The Bipartisan Infrastructure Law includes major investments in carbon capture and sequestration and in clean hydrogen production and use that could go a long way in demonstrating methods to decarbonize these emissions-intensive industrial subsectors.

In addition, Biden’s executive order on catalyzing America’s clean energy economy through federal sustainability directs federal agencies to buy low-carbon building materials and achieve net-zero federal procurement by 2045, while the First Movers Coalition, launched at COP26, enlists major companies in promoting decarbonization of cement, steel and chemicals by committing to purchase low-carbon supplies of these materials when they become available, even if they initially come at a price premium. These are important steps and the administration should follow through by establishing mandatory low-carbon product standards.

8. Scale up carbon dioxide removal: On track.

The Bipartisan Infrastructure Law includes significant investments in wildfire risk reduction and ecosystem restoration to protect and promote natural carbon removal as well as in direct air capture by establishing four regional hubs. The Department of Energy has already issued a thoughtful Request for Information to solicit input on how best to implement its large new carbon removal program. The House-passed BBBA would significantly enhance these efforts by establishing a Civilian Climate Corps, which would support natural carbon removal, and by increasing the Section 45Q tax credits for sequestering carbon dioxide captured directly from air.

9. Reestablish international leadership: On track.

Biden rejoined the Paris Agreement his first day in office and held the Leaders Summit on Climate in April. While other countries remain wary about the durability of the Biden administration’s climate policies and the administration and Congress need to take further action on international climate finance, U.S. engagement was clearly in evidence at COP26.

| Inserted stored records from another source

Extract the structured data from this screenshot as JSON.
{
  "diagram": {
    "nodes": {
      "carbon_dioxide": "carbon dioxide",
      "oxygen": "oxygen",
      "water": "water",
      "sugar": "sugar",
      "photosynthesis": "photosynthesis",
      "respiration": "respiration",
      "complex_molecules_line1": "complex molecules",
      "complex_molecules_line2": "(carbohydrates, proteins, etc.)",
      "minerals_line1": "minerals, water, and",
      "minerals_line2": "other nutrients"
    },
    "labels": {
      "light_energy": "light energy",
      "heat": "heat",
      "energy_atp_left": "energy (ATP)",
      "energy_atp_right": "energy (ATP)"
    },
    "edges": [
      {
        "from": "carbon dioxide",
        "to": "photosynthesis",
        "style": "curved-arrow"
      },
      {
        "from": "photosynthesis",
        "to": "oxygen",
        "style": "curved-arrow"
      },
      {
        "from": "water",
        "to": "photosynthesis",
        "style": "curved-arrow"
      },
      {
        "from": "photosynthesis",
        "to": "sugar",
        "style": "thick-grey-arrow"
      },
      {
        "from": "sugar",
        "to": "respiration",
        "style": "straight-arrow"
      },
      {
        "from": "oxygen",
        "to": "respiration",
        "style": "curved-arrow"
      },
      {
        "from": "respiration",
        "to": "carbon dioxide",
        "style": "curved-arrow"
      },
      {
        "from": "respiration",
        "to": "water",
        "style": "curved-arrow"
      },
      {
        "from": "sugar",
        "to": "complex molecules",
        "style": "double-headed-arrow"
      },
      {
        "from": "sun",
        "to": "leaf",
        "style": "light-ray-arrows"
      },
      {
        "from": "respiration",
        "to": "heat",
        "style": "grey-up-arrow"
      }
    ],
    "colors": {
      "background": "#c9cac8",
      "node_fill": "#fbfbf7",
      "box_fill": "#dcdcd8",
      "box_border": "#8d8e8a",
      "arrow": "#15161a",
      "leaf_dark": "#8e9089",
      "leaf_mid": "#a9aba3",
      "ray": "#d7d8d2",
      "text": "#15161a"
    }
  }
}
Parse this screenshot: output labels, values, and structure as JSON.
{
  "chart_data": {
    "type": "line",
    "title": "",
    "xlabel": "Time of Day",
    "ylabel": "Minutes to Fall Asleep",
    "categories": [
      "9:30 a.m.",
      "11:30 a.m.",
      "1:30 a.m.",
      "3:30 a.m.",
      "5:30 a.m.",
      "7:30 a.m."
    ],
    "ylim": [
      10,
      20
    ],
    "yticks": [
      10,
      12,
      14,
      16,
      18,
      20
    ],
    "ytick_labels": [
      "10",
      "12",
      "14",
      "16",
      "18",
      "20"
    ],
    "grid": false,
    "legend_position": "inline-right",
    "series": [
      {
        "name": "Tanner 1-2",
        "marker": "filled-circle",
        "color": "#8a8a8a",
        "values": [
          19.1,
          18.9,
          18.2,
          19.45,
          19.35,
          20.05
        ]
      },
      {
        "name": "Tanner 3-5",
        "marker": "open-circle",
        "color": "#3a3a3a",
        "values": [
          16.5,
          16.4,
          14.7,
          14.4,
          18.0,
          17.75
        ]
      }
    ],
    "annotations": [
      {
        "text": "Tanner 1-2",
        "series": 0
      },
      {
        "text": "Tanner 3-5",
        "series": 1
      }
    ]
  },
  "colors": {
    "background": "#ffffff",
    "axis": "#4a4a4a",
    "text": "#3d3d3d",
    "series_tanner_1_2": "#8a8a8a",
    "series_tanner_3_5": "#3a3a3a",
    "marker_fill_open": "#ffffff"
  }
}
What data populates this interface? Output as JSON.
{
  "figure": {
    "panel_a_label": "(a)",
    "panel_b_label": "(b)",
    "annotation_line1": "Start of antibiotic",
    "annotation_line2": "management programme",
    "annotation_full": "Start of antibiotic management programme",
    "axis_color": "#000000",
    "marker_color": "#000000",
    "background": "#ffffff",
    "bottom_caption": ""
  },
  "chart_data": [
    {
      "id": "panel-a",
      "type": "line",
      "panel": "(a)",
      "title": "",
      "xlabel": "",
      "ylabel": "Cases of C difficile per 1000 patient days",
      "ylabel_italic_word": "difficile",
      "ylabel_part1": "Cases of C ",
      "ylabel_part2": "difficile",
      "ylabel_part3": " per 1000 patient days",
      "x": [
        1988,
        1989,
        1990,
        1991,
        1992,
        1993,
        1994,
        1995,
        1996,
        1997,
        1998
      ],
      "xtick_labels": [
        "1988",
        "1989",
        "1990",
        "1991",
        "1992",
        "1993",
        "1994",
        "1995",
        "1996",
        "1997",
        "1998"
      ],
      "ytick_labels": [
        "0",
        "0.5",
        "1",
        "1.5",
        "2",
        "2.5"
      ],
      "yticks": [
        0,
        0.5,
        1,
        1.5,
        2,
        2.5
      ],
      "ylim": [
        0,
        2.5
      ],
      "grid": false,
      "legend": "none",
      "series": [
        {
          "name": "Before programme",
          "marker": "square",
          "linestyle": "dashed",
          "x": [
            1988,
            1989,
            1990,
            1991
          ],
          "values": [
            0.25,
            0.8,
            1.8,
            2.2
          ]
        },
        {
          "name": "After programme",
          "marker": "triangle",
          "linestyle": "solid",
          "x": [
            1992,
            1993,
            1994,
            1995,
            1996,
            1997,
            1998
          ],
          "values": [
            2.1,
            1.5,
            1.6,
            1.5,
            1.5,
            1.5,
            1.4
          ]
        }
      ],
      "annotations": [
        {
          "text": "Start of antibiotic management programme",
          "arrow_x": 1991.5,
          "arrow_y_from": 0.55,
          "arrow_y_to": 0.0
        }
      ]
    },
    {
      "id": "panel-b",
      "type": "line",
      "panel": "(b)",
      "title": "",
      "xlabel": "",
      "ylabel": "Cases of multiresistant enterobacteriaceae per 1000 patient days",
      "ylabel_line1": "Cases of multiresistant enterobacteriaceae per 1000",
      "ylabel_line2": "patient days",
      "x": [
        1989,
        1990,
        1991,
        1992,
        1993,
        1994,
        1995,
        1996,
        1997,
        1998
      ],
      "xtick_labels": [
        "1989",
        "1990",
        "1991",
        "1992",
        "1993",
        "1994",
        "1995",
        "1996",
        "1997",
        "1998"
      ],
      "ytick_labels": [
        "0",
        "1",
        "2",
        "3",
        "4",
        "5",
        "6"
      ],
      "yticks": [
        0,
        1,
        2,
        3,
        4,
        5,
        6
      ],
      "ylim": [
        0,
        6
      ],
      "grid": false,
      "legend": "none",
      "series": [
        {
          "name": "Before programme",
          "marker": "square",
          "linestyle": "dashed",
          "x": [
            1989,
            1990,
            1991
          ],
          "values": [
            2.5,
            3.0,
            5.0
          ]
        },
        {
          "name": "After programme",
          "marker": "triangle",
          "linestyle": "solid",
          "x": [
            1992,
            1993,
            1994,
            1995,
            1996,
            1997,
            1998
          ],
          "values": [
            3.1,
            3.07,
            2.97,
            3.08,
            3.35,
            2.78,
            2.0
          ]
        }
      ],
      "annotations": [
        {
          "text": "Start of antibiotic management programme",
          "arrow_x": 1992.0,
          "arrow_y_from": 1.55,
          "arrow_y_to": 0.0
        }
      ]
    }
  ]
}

As well as helping to ensure completion of the Paris Rulebook during the climate summit, the U.S. also helped launch the Global Methane Pledge, the Glasgow Leaders’ Declaration on Forests and Land Use and the First Movers Coalition on sustainable supply chains. The world is watching closely how the country will proceed. To remain on track, the U.S. will need to enact the climate provisions of the BBBA to achieve its 2030 target and follow through on significantly increasing its international climate finance.

10. Tax Pollution: Off track.

The Bipartisan Infrastructure Law and the House-passed BBBA include important investments in climate-smart infrastructure and incentives to deploy climate solutions at scale, but no climate policy is complete without a mechanism to ensure that emissions reduction targets are met through enforceable emissions caps and/or an emissions fee that ratchets up if other measures fall short. Sen. Sheldon Whitehouse (D-Rhode Island) and others have been tireless in urging that a carbon fee be added to the BBBA, but Biden has done little to support the idea. Meanwhile, the fate of the methane emissions fee included in the House-passed BBBA remains uncertain in the Senate.

Biden has done more to tackle the climate crisis in his first year in office than any previous American president. He gets full credit for making climate change a centerpiece of his economic prosperity agenda, focusing on the largest sources of greenhouse gas emissions and enlisting all parts of the government in the effort. He has set an ambitious target for slashing U.S. domestic emissions and made headway on reestablishing international climate leadership.

Efforts to transition to electric vehicles, curb emissions of methane and HFCs, and scale up carbon removal are on track. If we were grading on a curve, Biden would earn an A for effort. But the objective nature of the climate crisis allows no such leniency. Evaluated against the harsh climate reality we face, Biden’s accomplishments thus far must be judged incomplete.